Hoodwinked by retailers mixing a thneed with a need!! Carelessness toward consumer goods is making it harder to conserve energy, truffle trees & a stable economy. How to help? Thrift Shopping.”
Medium: Acrylic Paint on Canvas Board
Everyone loves the Lorax, but as we read it to our children we sometimes fail to realize that we’ve been buying those Thneeds; hoodwinked by retailers mixing a Thneed with a need.
Our passive attitude toward consumer goods is becoming a major obstacle in conserving energy and those precious Truffula trees. It’s not doing much for a healthy economy either. But exactly what are we to do when we’re told that shopping is a patriotic activity? There is an alternative that people often overlook: thrift shopping. One person doing it may make a small difference, but if many people start to thrift, it has the potential for a much bigger impact. People have been conditioned to believe that if it’s not new, it’s old and therefore dirty; and now us as humans. are caught in a net of product surplus and waste on top of a mountain of debt.
The thrifting market – Goodwill, Salvation Army, and the many other charitable thrift stores, large and small, throughout our country – sell high-quality repurposed goods, many nearly new sold at fair prices. But, because of this stigma that thrifting has acquired over time, many people don’t even consider this.
How does thrift shopping lower our carbon footprint? No additional energy is required to fill the consumer’s need for a gently used product. The fuel of long-haul transport, often from the other side of the earth, has already been burned. The only fuel attached to the item is the car ride over to the donation site. Reused products do not have the weight and waste of excessive packaging new products do. Finally, thrift-store shopping diverts reusable items from landfills. That is a respectable energy savings.
Thrift shopping is also a poetic gesture: The profits from the sale of repurposed products in charity-run thrift stores directly promote the repurposing of lives in need. Not only do we avoid product waste, through our contributions we help to avoid the waste of another human’s life. This, in turn helps our community.
What people in the Thrift Store community need is to be more accessible to the public. The stereotype of being dirty and unusable needs to be alleviated. The economic, charity and environmental benefits fairly outweigh any downside to thrifting. By using a Lorax analogy, it will be easier to put into perspective how people are materialistic to an unreasonable degree, and hopefully bring about change.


All lines in the data bearing the string "Capital" should be identified and copied.
++++ EXERCISE INPUT
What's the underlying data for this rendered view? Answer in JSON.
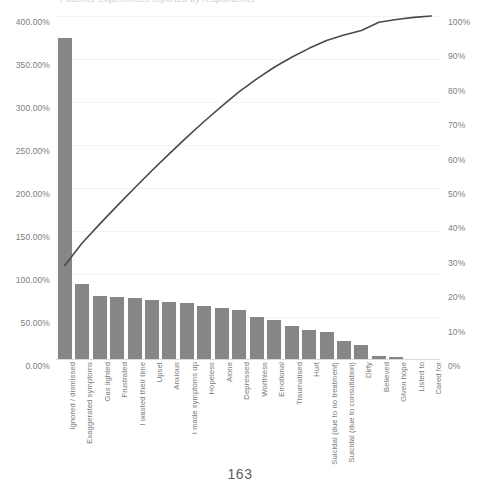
{
  "document": {
    "page_number": "163",
    "cropped_title": "Patients' experiences reported by respondents"
  },
  "chart_data": {
    "type": "bar",
    "title": "",
    "xlabel": "",
    "ylabel": "",
    "grid": true,
    "legend": false,
    "categories": [
      "Ignored / dismissed",
      "Exaggerated symptoms",
      "Gas lighted",
      "Frustrated",
      "I wasted their time",
      "Upset",
      "Anxious",
      "I made symptoms up",
      "Hopeless",
      "Alone",
      "Depressed",
      "Worthless",
      "Emotional",
      "Traumatised",
      "Hurt",
      "Suicidal (due to no treatment)",
      "Suicidal (due to consultation)",
      "Dirty",
      "Believed",
      "Given hope",
      "Listed to",
      "Cared for"
    ],
    "series": [
      {
        "name": "Frequency",
        "axis": "left",
        "unit": "%",
        "values": [
          375.0,
          88.0,
          75.0,
          73.0,
          72.0,
          70.0,
          67.0,
          66.0,
          63.0,
          61.0,
          58.0,
          50.0,
          47.0,
          40.0,
          35.0,
          32.0,
          22.0,
          18.0,
          5.0,
          3.0,
          1.5,
          0.5
        ]
      },
      {
        "name": "Cumulative %",
        "axis": "right",
        "unit": "%",
        "values": [
          27.5,
          34.0,
          39.5,
          44.8,
          50.0,
          55.1,
          60.0,
          64.8,
          69.4,
          73.8,
          78.0,
          81.7,
          85.1,
          88.0,
          90.6,
          92.9,
          94.5,
          95.8,
          98.2,
          99.0,
          99.6,
          100.0
        ]
      }
    ],
    "left_axis": {
      "label": "",
      "min": 0,
      "max": 400,
      "step": 50,
      "ticks": [
        "0.00%",
        "50.00%",
        "100.00%",
        "150.00%",
        "200.00%",
        "250.00%",
        "300.00%",
        "350.00%",
        "400.00%"
      ]
    },
    "right_axis": {
      "label": "",
      "min": 0,
      "max": 100,
      "step": 10,
      "ticks": [
        "0%",
        "10%",
        "20%",
        "30%",
        "40%",
        "50%",
        "60%",
        "70%",
        "80%",
        "90%",
        "100%"
      ]
    },
    "colors": {
      "bar": "#868686",
      "line": "#4a4a4a",
      "grid": "#f2f2f4",
      "axis_text": "#7d7d82"
    }
  }
}
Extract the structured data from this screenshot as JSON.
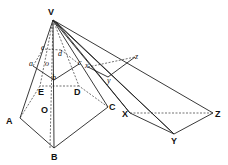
{
  "diagram": {
    "points": {
      "V": {
        "label": "V",
        "x": 53,
        "y": 20
      },
      "A": {
        "label": "A",
        "x": 20,
        "y": 118
      },
      "B": {
        "label": "B",
        "x": 54,
        "y": 148
      },
      "C": {
        "label": "C",
        "x": 108,
        "y": 107
      },
      "D": {
        "label": "D",
        "x": 79,
        "y": 86
      },
      "E": {
        "label": "E",
        "x": 40,
        "y": 86
      },
      "O": {
        "label": "O"
      },
      "a": {
        "label": "a",
        "x": 33,
        "y": 66
      },
      "b": {
        "label": "b",
        "x": 54,
        "y": 80
      },
      "c": {
        "label": "c",
        "x": 79,
        "y": 64
      },
      "d": {
        "label": "d",
        "x": 61,
        "y": 50
      },
      "e": {
        "label": "e",
        "x": 43,
        "y": 49
      },
      "o": {
        "label": "o"
      },
      "x": {
        "label": "x",
        "x": 88,
        "y": 67
      },
      "y": {
        "label": "y",
        "x": 108,
        "y": 77
      },
      "z": {
        "label": "z",
        "x": 135,
        "y": 57
      },
      "X": {
        "label": "X",
        "x": 130,
        "y": 113
      },
      "Y": {
        "label": "Y",
        "x": 174,
        "y": 134
      },
      "Z": {
        "label": "Z",
        "x": 213,
        "y": 113
      }
    }
  }
}
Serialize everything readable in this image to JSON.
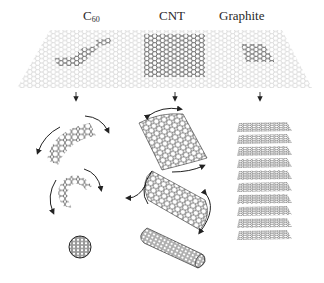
{
  "figure": {
    "labels": {
      "c60_main": "C",
      "c60_sub": "60",
      "cnt": "CNT",
      "graphite": "Graphite"
    },
    "graphene_sheet": {
      "top_left": [
        50,
        30
      ],
      "top_right": [
        282,
        30
      ],
      "bottom_left": [
        17,
        88
      ],
      "bottom_right": [
        312,
        88
      ],
      "highlight_regions": [
        "C60 fragment",
        "CNT rectangle",
        "Graphite patch"
      ]
    },
    "columns": [
      {
        "name": "C60",
        "arrow_x": 76,
        "steps": [
          "curved graphene fragment",
          "partially closed cage",
          "closed C60 buckyball"
        ]
      },
      {
        "name": "CNT",
        "arrow_x": 175,
        "steps": [
          "curved graphene sheet",
          "half-rolled tube",
          "closed nanotube"
        ]
      },
      {
        "name": "Graphite",
        "arrow_x": 260,
        "steps": [
          "stacked graphene layers"
        ],
        "layer_count": 10
      }
    ],
    "colors": {
      "ink": "#2a2a2a",
      "sheet": "#b8b8b8",
      "background": "#ffffff"
    }
  }
}
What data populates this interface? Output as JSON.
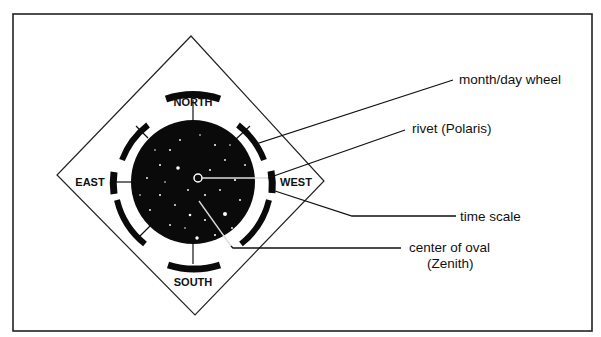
{
  "diagram": {
    "type": "planisphere-parts",
    "directions": {
      "north": "NORTH",
      "south": "SOUTH",
      "east": "EAST",
      "west": "WEST"
    },
    "callouts": [
      {
        "id": "month-day-wheel",
        "label": "month/day wheel"
      },
      {
        "id": "rivet",
        "label": "rivet (Polaris)"
      },
      {
        "id": "time-scale",
        "label": "time scale"
      },
      {
        "id": "center-of-oval",
        "label": "center of oval",
        "sublabel": "(Zenith)"
      }
    ],
    "colors": {
      "ink": "#111111",
      "sky": "#0a0a0a",
      "star": "#ffffff",
      "background": "#ffffff"
    }
  }
}
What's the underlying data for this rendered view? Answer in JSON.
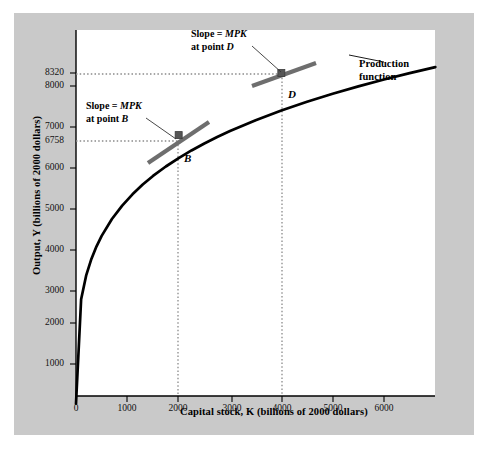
{
  "chart_data": {
    "type": "line",
    "title": "",
    "xlabel": "Capital stock, K (billions of 2000 dollars)",
    "ylabel": "Output, Y (billions of 2000 dollars)",
    "xlim": [
      0,
      7000
    ],
    "ylim": [
      0,
      9000
    ],
    "xticks": [
      0,
      1000,
      2000,
      3000,
      4000,
      5000,
      6000
    ],
    "xtick_labels": [
      "0",
      "1000",
      "2000",
      "3000",
      "4000",
      "5000",
      "6000"
    ],
    "yticks": [
      1000,
      2000,
      3000,
      4000,
      5000,
      6000,
      6758,
      7000,
      8000,
      8320
    ],
    "ytick_labels": [
      "1000",
      "2000",
      "3000",
      "4000",
      "5000",
      "6000",
      "6758",
      "7000",
      "8000",
      "8320"
    ],
    "grid": false,
    "legend_position": "none",
    "series": [
      {
        "name": "Production function",
        "curve_form": "Y = A * K^0.3",
        "x": [
          0,
          100,
          200,
          300,
          400,
          500,
          700,
          900,
          1100,
          1300,
          1500,
          1750,
          2000,
          2250,
          2500,
          2750,
          3000,
          3500,
          4000,
          4500,
          5000,
          5500,
          6000,
          6500,
          7000
        ],
        "y": [
          0,
          2630,
          3237,
          3643,
          3960,
          4222,
          4647,
          4985,
          5268,
          5513,
          5730,
          5968,
          6180,
          6372,
          6548,
          6710,
          6860,
          7133,
          7377,
          7597,
          7798,
          7983,
          8155,
          8316,
          8467
        ]
      }
    ],
    "points": [
      {
        "label": "B",
        "x": 2000,
        "y": 6758,
        "marker": "square",
        "color": "#555555"
      },
      {
        "label": "D",
        "x": 4000,
        "y": 8320,
        "marker": "square",
        "color": "#555555"
      }
    ],
    "annotations": [
      {
        "name": "slope-b",
        "line1": "Slope = ",
        "italic1": "MPK",
        "line2": "at point ",
        "italic2": "B",
        "points_to": "B"
      },
      {
        "name": "slope-d",
        "line1": "Slope = ",
        "italic1": "MPK",
        "line2": "at point ",
        "italic2": "D",
        "points_to": "D"
      },
      {
        "name": "curve-label",
        "line1": "Production",
        "line2": "function"
      }
    ],
    "dropline_values": {
      "B": {
        "x": 2000,
        "y": 6758
      },
      "D": {
        "x": 4000,
        "y": 8320
      }
    }
  },
  "axes": {
    "y_title": "Output, Y (billions of 2000 dollars)",
    "x_title": "Capital stock, K (billions of 2000 dollars)",
    "y_ticks": [
      {
        "value": 8320,
        "label": "8320",
        "px": 73
      },
      {
        "value": 8000,
        "label": "8000",
        "px": 86
      },
      {
        "value": 7000,
        "label": "7000",
        "px": 127
      },
      {
        "value": 6758,
        "label": "6758",
        "px": 141
      },
      {
        "value": 6000,
        "label": "6000",
        "px": 168
      },
      {
        "value": 5000,
        "label": "5000",
        "px": 209
      },
      {
        "value": 4000,
        "label": "4000",
        "px": 250
      },
      {
        "value": 3000,
        "label": "3000",
        "px": 291
      },
      {
        "value": 2000,
        "label": "2000",
        "px": 323
      },
      {
        "value": 1000,
        "label": "1000",
        "px": 364
      }
    ],
    "x_ticks": [
      {
        "value": 0,
        "label": "0",
        "px": 76
      },
      {
        "value": 1000,
        "label": "1000",
        "px": 127
      },
      {
        "value": 2000,
        "label": "2000",
        "px": 178
      },
      {
        "value": 3000,
        "label": "3000",
        "px": 232
      },
      {
        "value": 4000,
        "label": "4000",
        "px": 282
      },
      {
        "value": 5000,
        "label": "5000",
        "px": 333
      },
      {
        "value": 6000,
        "label": "6000",
        "px": 384
      }
    ]
  },
  "labels": {
    "slope_b_line1_pre": "Slope = ",
    "slope_b_line1_it": "MPK",
    "slope_b_line2_pre": "at point ",
    "slope_b_line2_it": "B",
    "slope_d_line1_pre": "Slope = ",
    "slope_d_line1_it": "MPK",
    "slope_d_line2_pre": "at point ",
    "slope_d_line2_it": "D",
    "point_b": "B",
    "point_d": "D",
    "prod_line1": "Production",
    "prod_line2": "function"
  },
  "colors": {
    "panel_bg": "#c9c9c9",
    "plot_bg": "#ffffff",
    "curve": "#000000",
    "tangent": "#6a6a6a",
    "marker": "#555555",
    "dotted": "#8a8a8a",
    "text": "#000000"
  }
}
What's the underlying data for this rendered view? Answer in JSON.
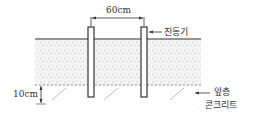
{
  "diagram": {
    "spacing_label": "60cm",
    "depth_label": "10cm",
    "vibrator_label": "진동기",
    "previous_layer_label_line1": "앞층",
    "previous_layer_label_line2": "콘크리트",
    "colors": {
      "line": "#333333",
      "concrete_fill": "#f4f4f4",
      "hatch": "#b0b0b0"
    }
  }
}
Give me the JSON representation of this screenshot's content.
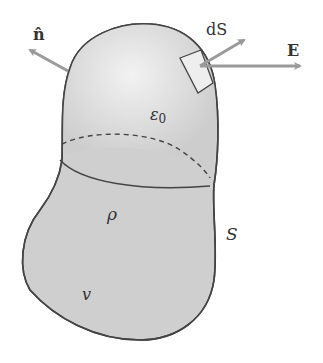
{
  "diagram": {
    "type": "gaussian-surface",
    "labels": {
      "normal": "n̂",
      "area_element": "dS",
      "field": "E",
      "permittivity": "ε",
      "permittivity_sub": "0",
      "charge_density": "ρ",
      "surface": "S",
      "volume": "v"
    },
    "colors": {
      "fill": "#cfcfcf",
      "highlight": "#efefef",
      "outline": "#444444",
      "arrow": "#9a9a9a",
      "patch": "#eeeeee"
    }
  }
}
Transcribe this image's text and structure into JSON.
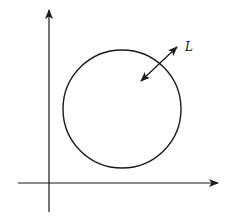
{
  "diagram": {
    "type": "geometry",
    "colors": {
      "stroke": "#1a1a1a",
      "background": "#ffffff"
    },
    "axes": {
      "x_axis": {
        "y": 183,
        "x_start": 18,
        "x_end": 218,
        "arrow": "right"
      },
      "y_axis": {
        "x": 49,
        "y_start": 212,
        "y_end": 10,
        "arrow": "up"
      }
    },
    "circle": {
      "cx": 122,
      "cy": 109,
      "r": 59
    },
    "double_arrow": {
      "x1": 141,
      "y1": 81,
      "x2": 177,
      "y2": 47,
      "label": "L"
    }
  }
}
++++++++
RESULT
    "xlabel": "Capital stock, K (billions of 2000 dollars)",
    "x_title": "Capital stock, K (billions of 2000 dollars)",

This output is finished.